"I read a book one day, and my whole life was changed." - opening line of The New Life, by Orhan Pamuk

Tuesday, October 17, 2023

MY REVOLUTONS, by Hari Kunzru

 My Revolutions, Hari Kunzru's third novel, is the story of a "failed" revolutionary, a member of a radical left-wing group (think, Weather Underground) set in Britain in the late 1960s. The protagonist, Chris Carver, AKA Michael Frame, has gone "underground" for several decades as the story starts - in 1998. "Hiding in plain sight" would be a more accurate description of his situation. He is living a manufactured identity as a middle-class househusband in London. His affiliation with a radical group of revolutionaries decades earlier resulted in his having dropped out of sight as things got too hot, doing a stint in a Buddhist monastery in Thailand to detox from a heroin addiction among other adventures, before taking on a new identity. His new status quo is shaken when, on a holiday in France, he sees a women he thinks is his old companion, lover, fellow revolutionary in the old days who he presumed had been killed in the violent takeover of the West German embassy in Copenhagen years earlier. This incident, along with the unexpected and "unfortunate' meeting of someone tangentially connected with his revolutionary days precipitates a crisis. The narrative jumps back and forward in time and paints a clear picture of Chris/Michael and his current mental state as well as what he has been through. Considering the fact that the writer was actually born in 1969 and certainly had no first-hand experience in the milieu he describes so vividly, it is a believable and compelling story of a turbulent time and the reflection about it in the mind of one of its participants.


What you need to do:
Please copy each line of the records below that holds the word "percent".
————
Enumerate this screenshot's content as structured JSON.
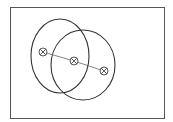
{
  "diagram": {
    "canvas": {
      "width": 173,
      "height": 122,
      "background": "#ffffff"
    },
    "frame": {
      "x": 10,
      "y": 7,
      "width": 154,
      "height": 111,
      "stroke": "#555555"
    },
    "ellipses": [
      {
        "id": "left",
        "cx": 60,
        "cy": 56,
        "rx": 29,
        "ry": 37,
        "stroke": "#333333"
      },
      {
        "id": "right",
        "cx": 83,
        "cy": 65,
        "rx": 32,
        "ry": 35,
        "stroke": "#333333"
      }
    ],
    "markers": [
      {
        "id": "left",
        "cx": 43,
        "cy": 52,
        "r": 4
      },
      {
        "id": "center",
        "cx": 74,
        "cy": 61,
        "r": 4
      },
      {
        "id": "right",
        "cx": 104,
        "cy": 71,
        "r": 4
      }
    ],
    "connector": {
      "stroke": "#666666"
    }
  }
}
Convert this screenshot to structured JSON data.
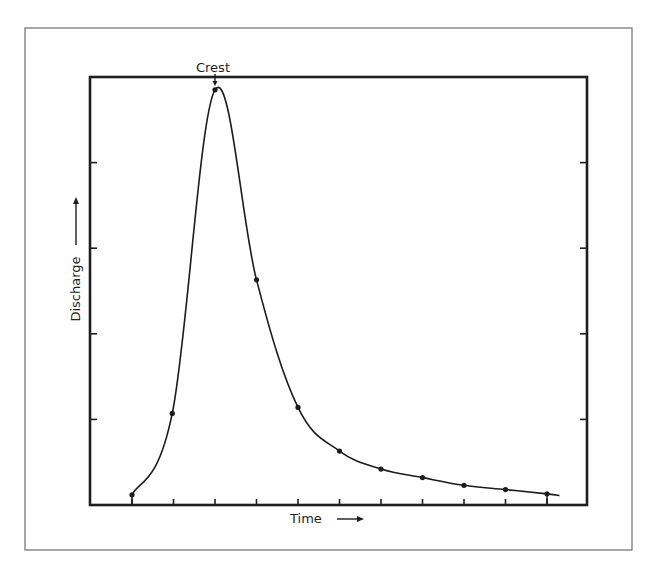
{
  "chart_data": {
    "type": "line",
    "title": "",
    "xlabel": "Time",
    "ylabel": "Discharge",
    "x_arrow": true,
    "y_arrow": true,
    "annotation": {
      "text": "Crest",
      "x": 2,
      "y": 4.85
    },
    "x_ticks": [
      0,
      1,
      2,
      3,
      4,
      5,
      6,
      7,
      8,
      9,
      10
    ],
    "y_ticks": [
      1,
      2,
      3,
      4
    ],
    "tick_labels_shown": false,
    "xlim": [
      -0.97,
      11.0
    ],
    "ylim": [
      0,
      5.0
    ],
    "grid": false,
    "legend": null,
    "series": [
      {
        "name": "Hydrograph",
        "x": [
          0,
          0.97,
          2.0,
          3.0,
          4.0,
          5.0,
          6.0,
          7.0,
          8.0,
          9.0,
          10.0
        ],
        "values": [
          0.12,
          1.07,
          4.85,
          2.63,
          1.14,
          0.63,
          0.42,
          0.32,
          0.23,
          0.18,
          0.13
        ]
      }
    ],
    "curve_end": {
      "x": 10.3,
      "y": 0.11
    }
  },
  "layout": {
    "outer": {
      "x": 25,
      "y": 28,
      "w": 607,
      "h": 522
    },
    "plot": {
      "x": 90,
      "y": 77,
      "w": 497,
      "h": 428
    },
    "x0_px": 132,
    "x_step_px": 41.5,
    "y_unit_px": 85.6
  },
  "colors": {
    "ink": "#1e1e1e",
    "frame": "#6e6e6e",
    "background": "#ffffff"
  }
}
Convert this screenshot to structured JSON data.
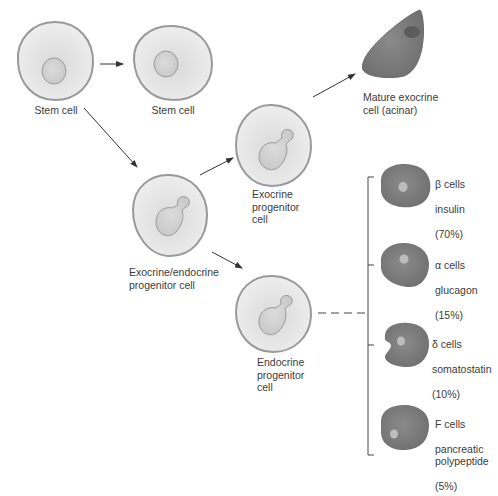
{
  "colors": {
    "cell_fill": "#e6e6e6",
    "cell_outline": "#9a9a9a",
    "nucleus_fill": "#cfcfcf",
    "mature_cell_fill": "#7a7a7a",
    "mature_nucleus": "#5c5c5c",
    "endocrine_cell_fill": "#7f7f7f",
    "endocrine_nucleus": "#bdbdbd",
    "arrow": "#333333"
  },
  "nodes": {
    "stem_cell_1": {
      "label": "Stem cell"
    },
    "stem_cell_2": {
      "label": "Stem cell"
    },
    "exo_endo_progenitor": {
      "label": "Exocrine/endocrine\nprogenitor cell"
    },
    "exocrine_progenitor": {
      "label": "Exocrine\nprogenitor\ncell"
    },
    "mature_exocrine": {
      "label": "Mature exocrine\ncell (acinar)"
    },
    "endocrine_progenitor": {
      "label": "Endocrine\nprogenitor\ncell"
    }
  },
  "endocrine_cells": [
    {
      "type": "β cells",
      "hormone": "insulin",
      "percent": "(70%)"
    },
    {
      "type": "α cells",
      "hormone": "glucagon",
      "percent": "(15%)"
    },
    {
      "type": "δ cells",
      "hormone": "somatostatin",
      "percent": "(10%)"
    },
    {
      "type": "F cells",
      "hormone": "pancreatic\npolypeptide",
      "percent": "(5%)"
    }
  ],
  "edges": [
    {
      "from": "stem_cell_1",
      "to": "stem_cell_2",
      "style": "arrow"
    },
    {
      "from": "stem_cell_1",
      "to": "exo_endo_progenitor",
      "style": "arrow"
    },
    {
      "from": "exo_endo_progenitor",
      "to": "exocrine_progenitor",
      "style": "arrow"
    },
    {
      "from": "exocrine_progenitor",
      "to": "mature_exocrine",
      "style": "arrow"
    },
    {
      "from": "exo_endo_progenitor",
      "to": "endocrine_progenitor",
      "style": "arrow"
    },
    {
      "from": "endocrine_progenitor",
      "to": "endocrine_cells",
      "style": "dashed-bracket"
    }
  ]
}
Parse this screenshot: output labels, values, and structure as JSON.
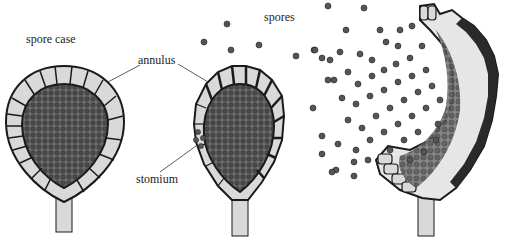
{
  "diagram": {
    "labels": {
      "spore_case": "spore case",
      "annulus": "annulus",
      "spores": "spores",
      "stomium": "stomium"
    },
    "stages": [
      {
        "name": "closed-spore-case"
      },
      {
        "name": "opening-spore-case"
      },
      {
        "name": "released-spore-case"
      }
    ],
    "colors": {
      "outline": "#1a1a1a",
      "cell_fill": "#d9d9d9",
      "spore_fill": "#555555",
      "background": "#ffffff"
    }
  }
}
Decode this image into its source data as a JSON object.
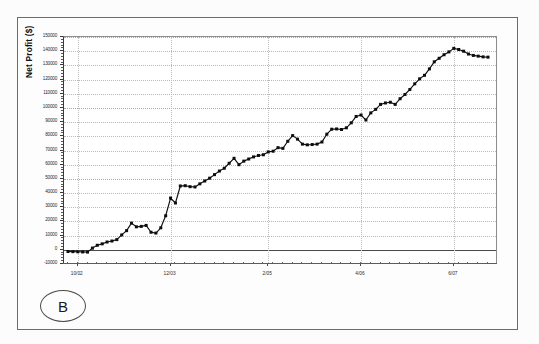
{
  "panel": {
    "letter": "B"
  },
  "chart_data": {
    "type": "line",
    "title": "",
    "xlabel": "",
    "ylabel": "Net Profit ($)",
    "ylim": [
      -10000,
      150000
    ],
    "grid": true,
    "legend": "none",
    "marker": "filled-square",
    "line_color": "#111111",
    "y_ticklabels": [
      "150000",
      "140000",
      "130000",
      "120000",
      "110000",
      "100000",
      "90000",
      "80000",
      "70000",
      "60000",
      "50000",
      "40000",
      "30000",
      "20000",
      "10000",
      "0",
      "-10000"
    ],
    "y_tickvalues": [
      150000,
      140000,
      130000,
      120000,
      110000,
      100000,
      90000,
      80000,
      70000,
      60000,
      50000,
      40000,
      30000,
      20000,
      10000,
      0,
      -10000
    ],
    "x_ticklabels": [
      "10/02",
      "12/03",
      "2/05",
      "4/06",
      "6/07"
    ],
    "x_tickpositions": [
      2,
      21,
      41,
      60,
      79
    ],
    "x_index": [
      0,
      1,
      2,
      3,
      4,
      5,
      6,
      7,
      8,
      9,
      10,
      11,
      12,
      13,
      14,
      15,
      16,
      17,
      18,
      19,
      20,
      21,
      22,
      23,
      24,
      25,
      26,
      27,
      28,
      29,
      30,
      31,
      32,
      33,
      34,
      35,
      36,
      37,
      38,
      39,
      40,
      41,
      42,
      43,
      44,
      45,
      46,
      47,
      48,
      49,
      50,
      51,
      52,
      53,
      54,
      55,
      56,
      57,
      58,
      59,
      60,
      61,
      62,
      63,
      64,
      65,
      66,
      67,
      68,
      69,
      70,
      71,
      72,
      73,
      74,
      75,
      76,
      77,
      78,
      79,
      80,
      81,
      82,
      83,
      84,
      85,
      86
    ],
    "values": [
      -1200,
      -1300,
      -1400,
      -1500,
      -1600,
      1200,
      3200,
      4200,
      5500,
      6200,
      7200,
      10500,
      13500,
      18800,
      16200,
      16500,
      17200,
      12400,
      11800,
      15500,
      24000,
      36500,
      33000,
      45000,
      45200,
      44500,
      44300,
      46500,
      48500,
      50500,
      53000,
      55500,
      57500,
      61000,
      64500,
      60000,
      62500,
      64000,
      65500,
      66500,
      67000,
      69000,
      69500,
      72000,
      71500,
      76500,
      80500,
      78000,
      74500,
      74000,
      74200,
      74500,
      76000,
      81500,
      85000,
      85200,
      84800,
      86000,
      89500,
      94000,
      95000,
      91500,
      96500,
      99000,
      102500,
      103500,
      104000,
      102500,
      106500,
      109500,
      113000,
      117000,
      120500,
      123000,
      127500,
      132500,
      135000,
      137500,
      139500,
      142000,
      141200,
      140000,
      138000,
      137000,
      136500,
      136000,
      135800
    ]
  }
}
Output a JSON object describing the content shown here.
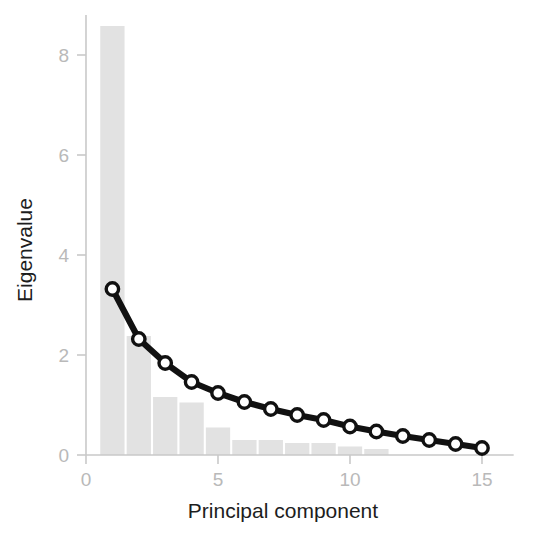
{
  "figure": {
    "name": "scree-plot",
    "background_color": "#ffffff"
  },
  "chart_data": {
    "type": "bar",
    "title": "",
    "subtitle": "",
    "xlabel": "Principal component",
    "ylabel": "Eigenvalue",
    "xlim": [
      0,
      16.2
    ],
    "ylim": [
      0,
      8.8
    ],
    "grid": false,
    "legend": null,
    "x_ticks": [
      0,
      5,
      10,
      15
    ],
    "x_tick_labels": [
      "0",
      "5",
      "10",
      "15"
    ],
    "y_ticks": [
      0,
      2,
      4,
      6,
      8
    ],
    "y_tick_labels": [
      "0",
      "2",
      "4",
      "6",
      "8"
    ],
    "categories": [
      1,
      2,
      3,
      4,
      5,
      6,
      7,
      8,
      9,
      10,
      11,
      12,
      13,
      14,
      15
    ],
    "series": [
      {
        "name": "Eigenvalue bars",
        "type": "bar",
        "color": "#e2e2e2",
        "values": [
          8.58,
          2.38,
          1.16,
          1.05,
          0.55,
          0.3,
          0.3,
          0.24,
          0.24,
          0.17,
          0.12,
          0.0,
          0.0,
          0.0,
          0.0
        ]
      },
      {
        "name": "Eigenvalue line",
        "type": "line",
        "color": "#111111",
        "marker": "circle-open",
        "marker_fill": "#ffffff",
        "values": [
          3.32,
          2.32,
          1.84,
          1.46,
          1.24,
          1.06,
          0.92,
          0.8,
          0.7,
          0.57,
          0.47,
          0.38,
          0.3,
          0.22,
          0.14
        ]
      }
    ],
    "annotations": []
  },
  "labels": {
    "x_axis_title": "Principal component",
    "y_axis_title": "Eigenvalue"
  }
}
————
Solution:
      "percent": "(70%)"
      "percent": "(15%)"
      "percent": "(10%)"
      "percent": "(5%)"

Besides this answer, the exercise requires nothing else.